Course building platforms, or CBPs, are software suites that enable instructors to easily and efficiently create content for their online classes. Before the pandemic, university professors and graduate teaching assistants were the main users of course building platforms. But because 66 percent of Americans have been more motivated to seek out online learning since the advent of the pandemic, that’s all changed.
What’s Virtual Intelligence (VQ)? Why Do Students & Employees Need It?
One less discussed benefit of online education programs is how they help students develop virtual work skills. As increasing numbers of companies adopt work-from-home and work-from-anywhere policies, these skills have become increasingly important to career success among managers and professionals in today’s economy.
Where Does Education Fit in Virtual Worlds and the Metaverse?
We spoke with an expert working with schools and institutions to design spaces for education and learning opportunities in the Metaverse and other virtual and extended reality platforms. She shared her thoughts on the development, implementation, risks, and potential of these tools for education.
Why 1.1 Million College Students Are Losing Their Internet Service
The Affordable Connectivity Program (ACP), a federal subsidy providing discounted high-speed broadband internet service to more than 23 million low-income households and 60 million people across the United States, is set to run out of funds at the end of May 2024.
Why Do First-Gen Students Prefer Online Ed?

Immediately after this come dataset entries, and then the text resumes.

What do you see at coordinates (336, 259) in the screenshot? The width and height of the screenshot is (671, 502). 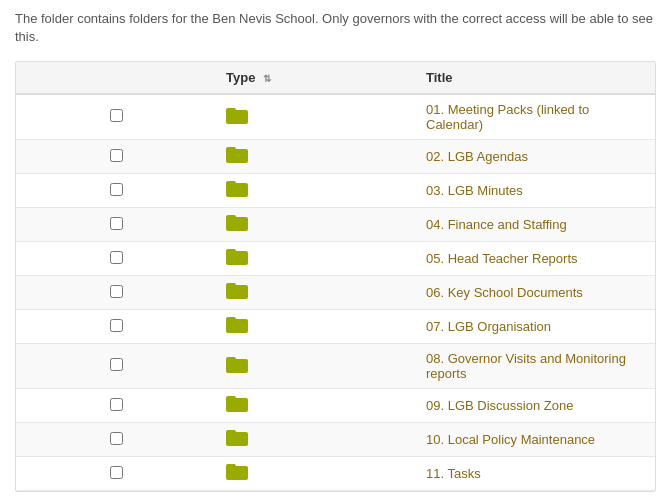 I see `table-row: 05. Head Teacher Reports` at bounding box center [336, 259].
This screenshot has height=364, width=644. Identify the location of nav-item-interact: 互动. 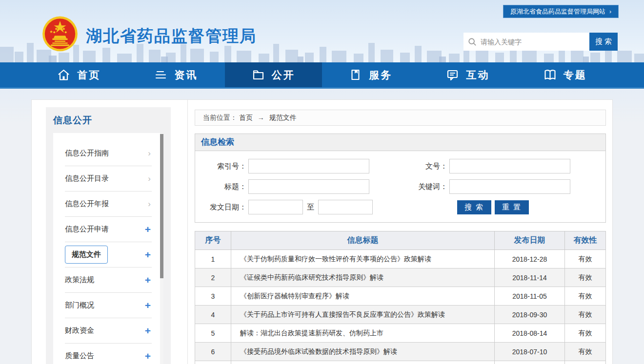
(467, 75).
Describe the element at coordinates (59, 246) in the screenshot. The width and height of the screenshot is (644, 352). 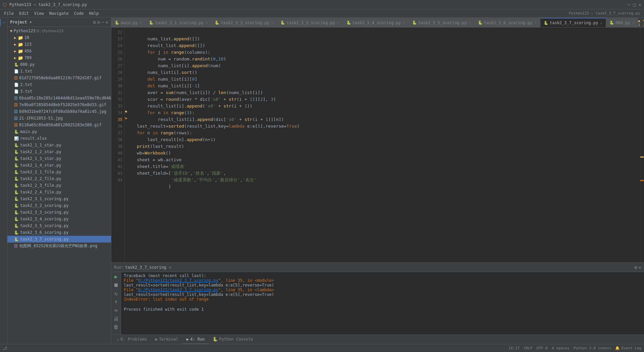
I see `sidebar-item-png: 🖼 包图网_652520光晕闪烁光芒PNG效果.png` at that location.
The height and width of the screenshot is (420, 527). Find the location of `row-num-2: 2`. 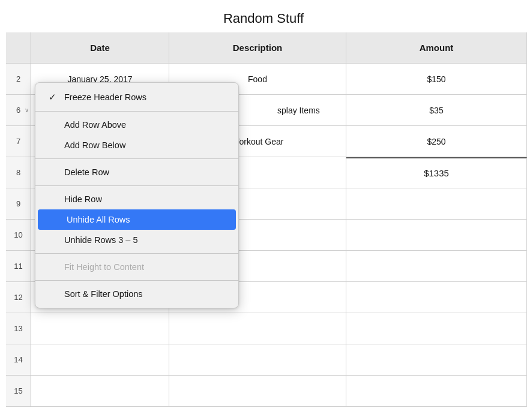

row-num-2: 2 is located at coordinates (18, 79).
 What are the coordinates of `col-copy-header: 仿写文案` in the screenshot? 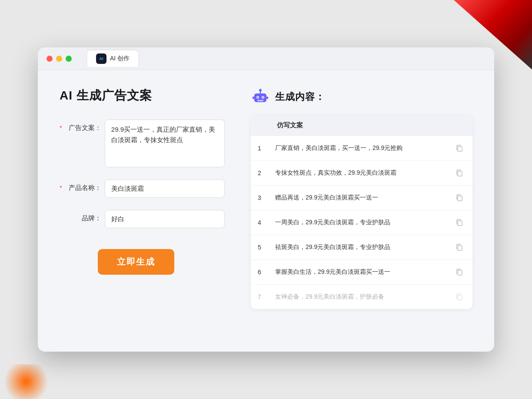 It's located at (357, 126).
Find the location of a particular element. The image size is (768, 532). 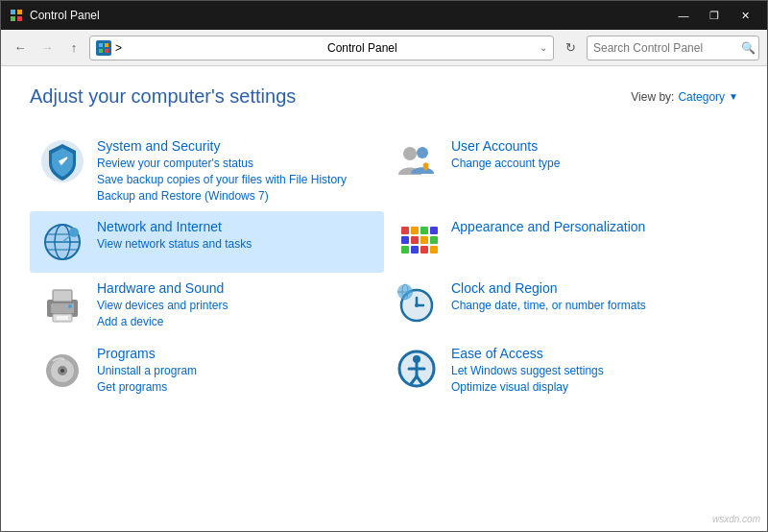

category-system-security: System and Security Review your computer… is located at coordinates (207, 171).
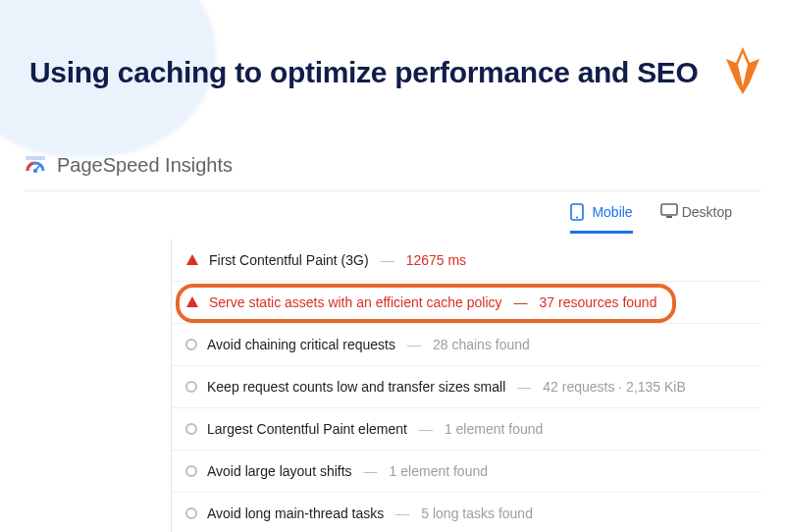 This screenshot has height=532, width=785. Describe the element at coordinates (481, 345) in the screenshot. I see `audit-detail: 28 chains found` at that location.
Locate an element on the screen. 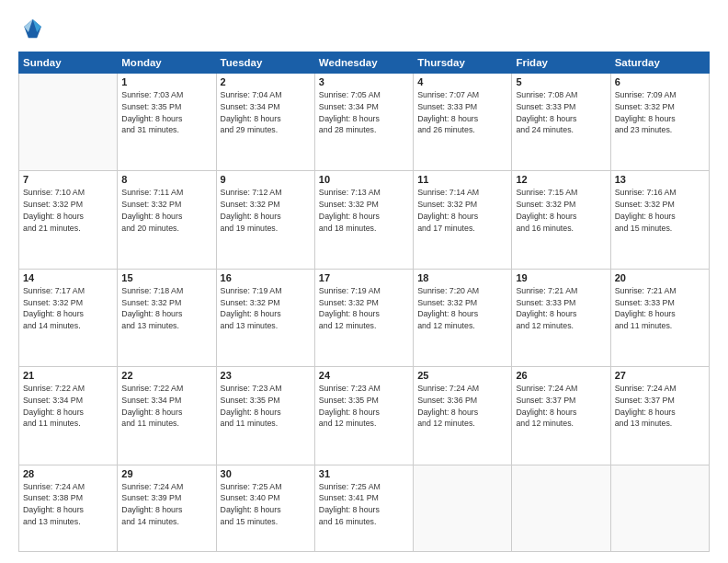 The width and height of the screenshot is (728, 563). calendar-cell: 8Sunrise: 7:11 AMSunset: 3:32 PMDaylight… is located at coordinates (167, 220).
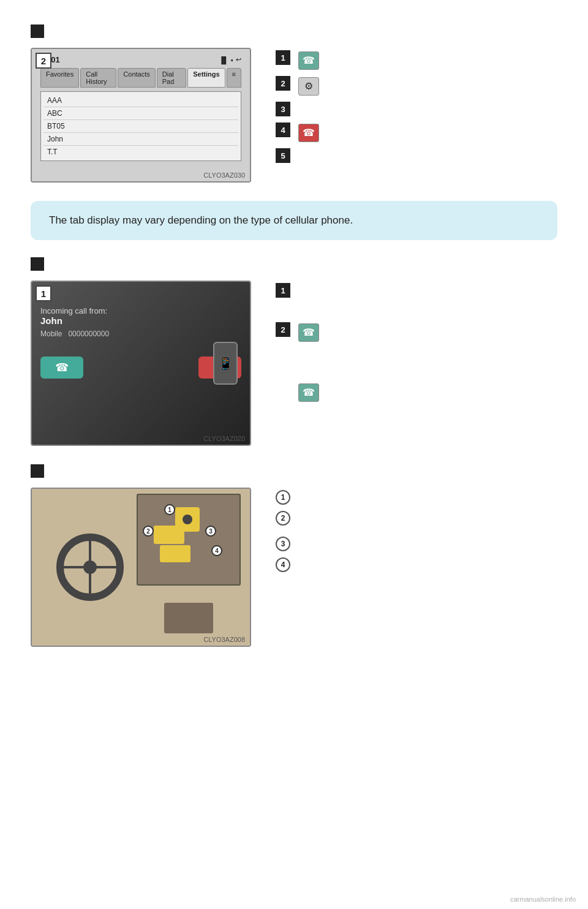  Describe the element at coordinates (283, 83) in the screenshot. I see `legend1-num2: 2` at that location.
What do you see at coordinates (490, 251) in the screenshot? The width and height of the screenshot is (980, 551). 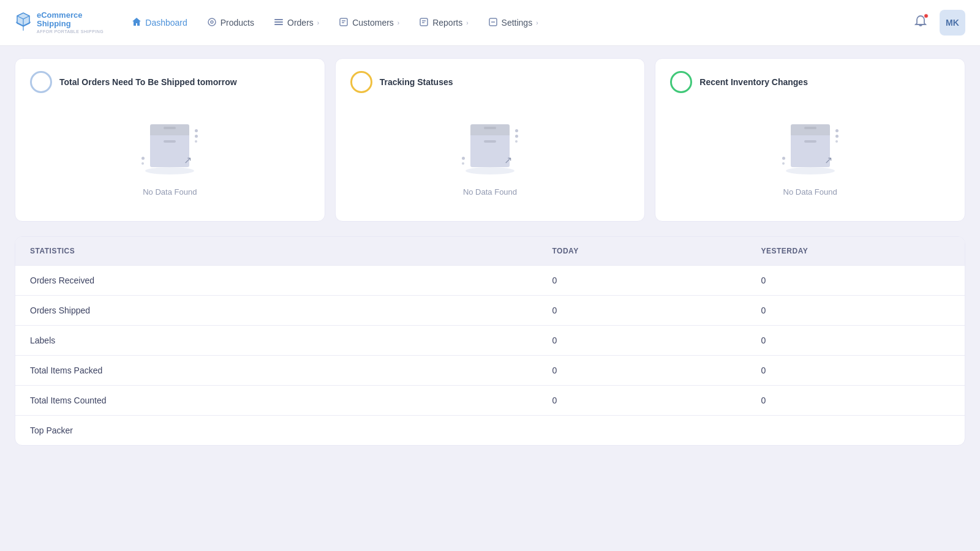 I see `stats-table-head: STATISTICS TODAY YESTERDAY` at bounding box center [490, 251].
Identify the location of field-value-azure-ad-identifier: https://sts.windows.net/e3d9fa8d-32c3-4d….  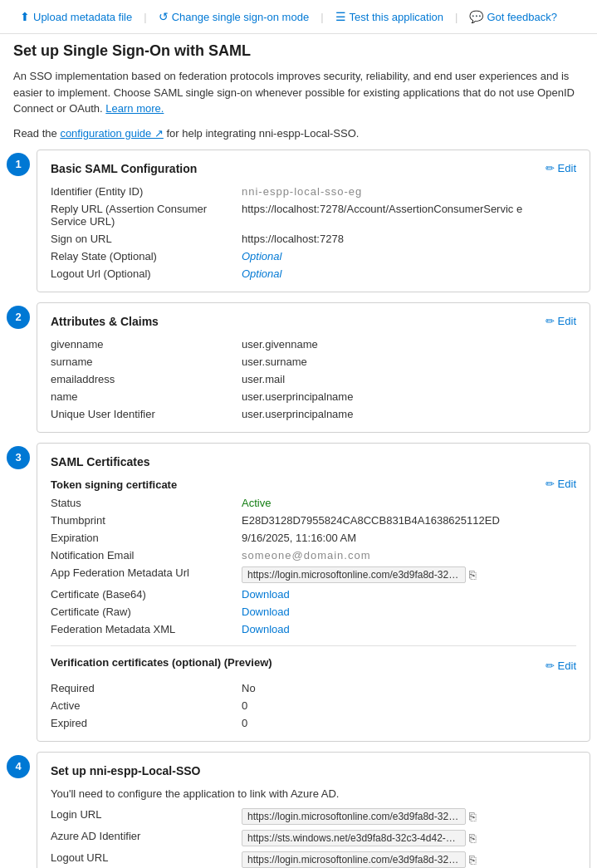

Surprising new survey results indicate that first-generation college students whose parents never graduated from college prefer online education by a substantial margin over peers with college alumni parents. The polling shows that 76 percent of first-generation students reported that they’re interested in taking future online education courses. That’s almost ten percentage points more than peers who grew up with parents who are college alums.
Why is California’s Free College Textbook Plan Still Delayed?

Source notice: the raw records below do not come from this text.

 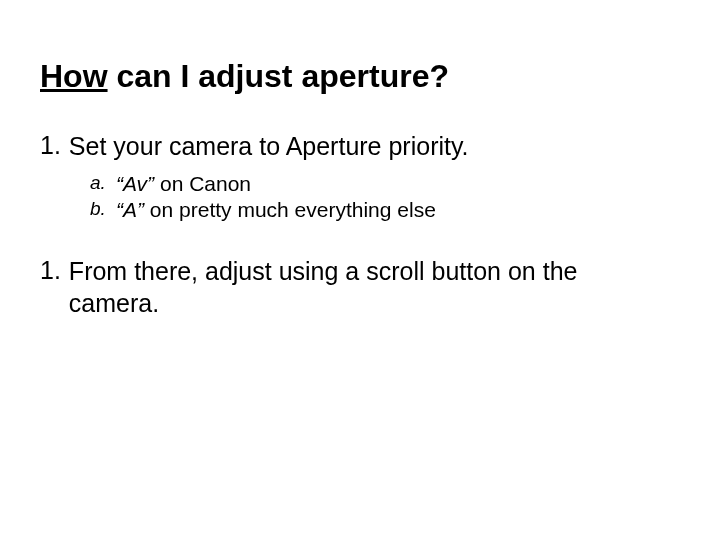 What do you see at coordinates (385, 210) in the screenshot?
I see `sublist-item: b. “A” on pretty much everything else` at bounding box center [385, 210].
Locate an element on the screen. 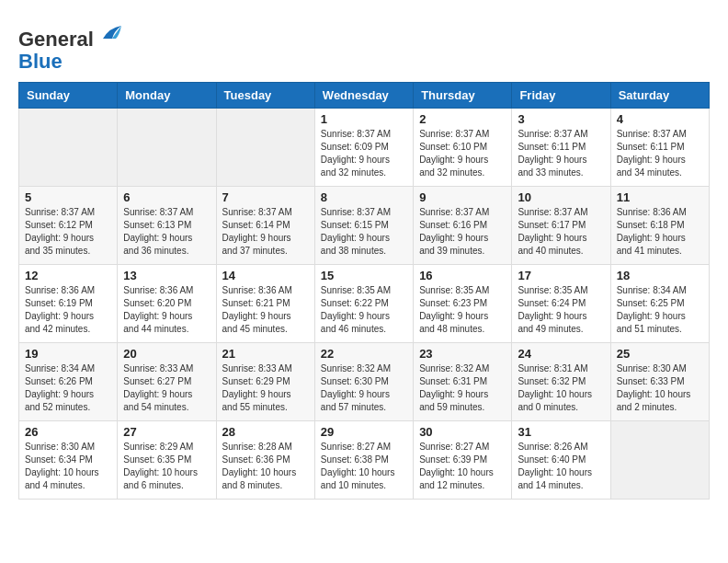  day-info: Sunrise: 8:36 AM Sunset: 6:19 PM Dayligh… is located at coordinates (68, 310).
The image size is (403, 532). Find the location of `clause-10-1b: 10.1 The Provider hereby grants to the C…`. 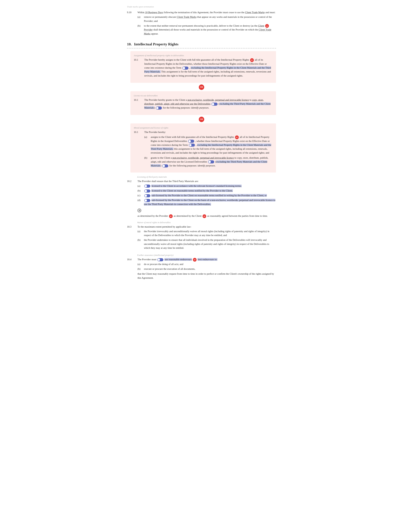

clause-10-1b: 10.1 The Provider hereby grants to the C… is located at coordinates (203, 104).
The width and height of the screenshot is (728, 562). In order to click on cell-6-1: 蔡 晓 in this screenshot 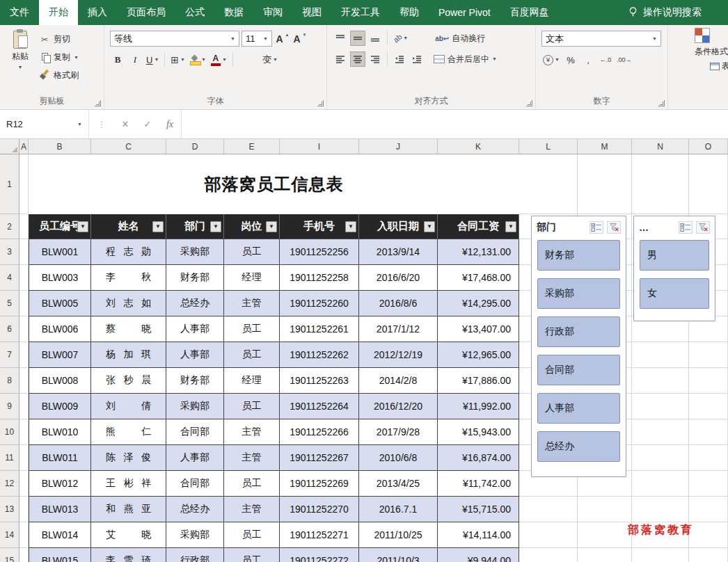, I will do `click(129, 330)`.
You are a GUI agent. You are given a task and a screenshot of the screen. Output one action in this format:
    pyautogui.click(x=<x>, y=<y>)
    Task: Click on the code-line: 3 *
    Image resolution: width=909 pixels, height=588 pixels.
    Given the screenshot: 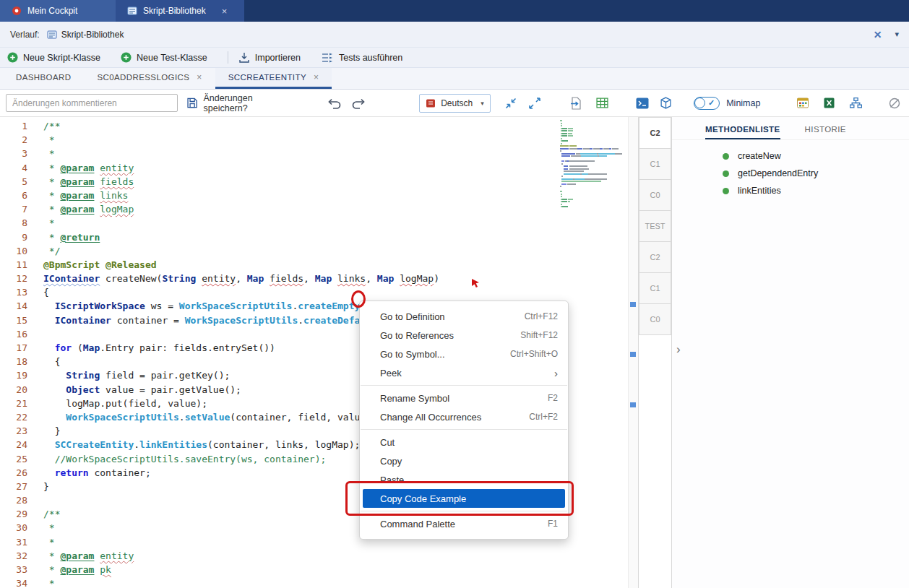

Open educational resources (OERs) are free online alternatives to commercial textbooks that turned into a hot political issue in California in 2021—and Governor Newsom’s support for OERs is poised to disrupt America’s $3.2 billion university textbook industry.
Why is Online Proctoring Under Fire?
Proctoring means the supervision of examinations, primarily to prevent cheating. Developed because of the Covid pandemic, online proctoring is a new way of supervising testing in real time through a computer’s webcam, microphone, and software that closely monitors the device’s desktop and running applications.
Will Online Education Grow in the Wake of the Great Resignation?
Just as important as the reasons for the Great Resignation are the questions of when that resigned workforce will return—and in what capacity. Some of the answers could lie in another pandemic-accelerated trend: the rise of online education, which is helping to transform what it means to be a learner and a worker in the 21st century.
World’s Most Popular Online Course Adopts AI: Harvard’s CS50
The most popular online education class in the world—with 40,000 students enrolled virtually each semester—is Harvard University’s CS50. This introductory computer science course is Harvard’s largest on-campus class, with 1,600 students attending each year in Cambridge, Massachusetts. Moreover, almost five million students have enrolled since the university’s undergraduate division Harvard College first offered this class in 1989.
Your Brain Online: Distance-Based Education and Cognitive Function
Some heartening news for educators regarding the brain and online learning is that “if you understand some of the principles about the brain and learning, you can make online instruction as brain-compatible as face-to-face,” Dr. Zadina shared. The reasoning? The same principles generally apply with regard to the brain and learning in both contexts. However, there are three important aspects of how the online environment affects cognition that are important to consider.
Zoom: Shut Off the Camera and Boost Learning
New research out of UCLA’s psychology department suggests that students who leave their computer’s camera turned on during live online classes learn significantly less than classmates who shut their cameras off.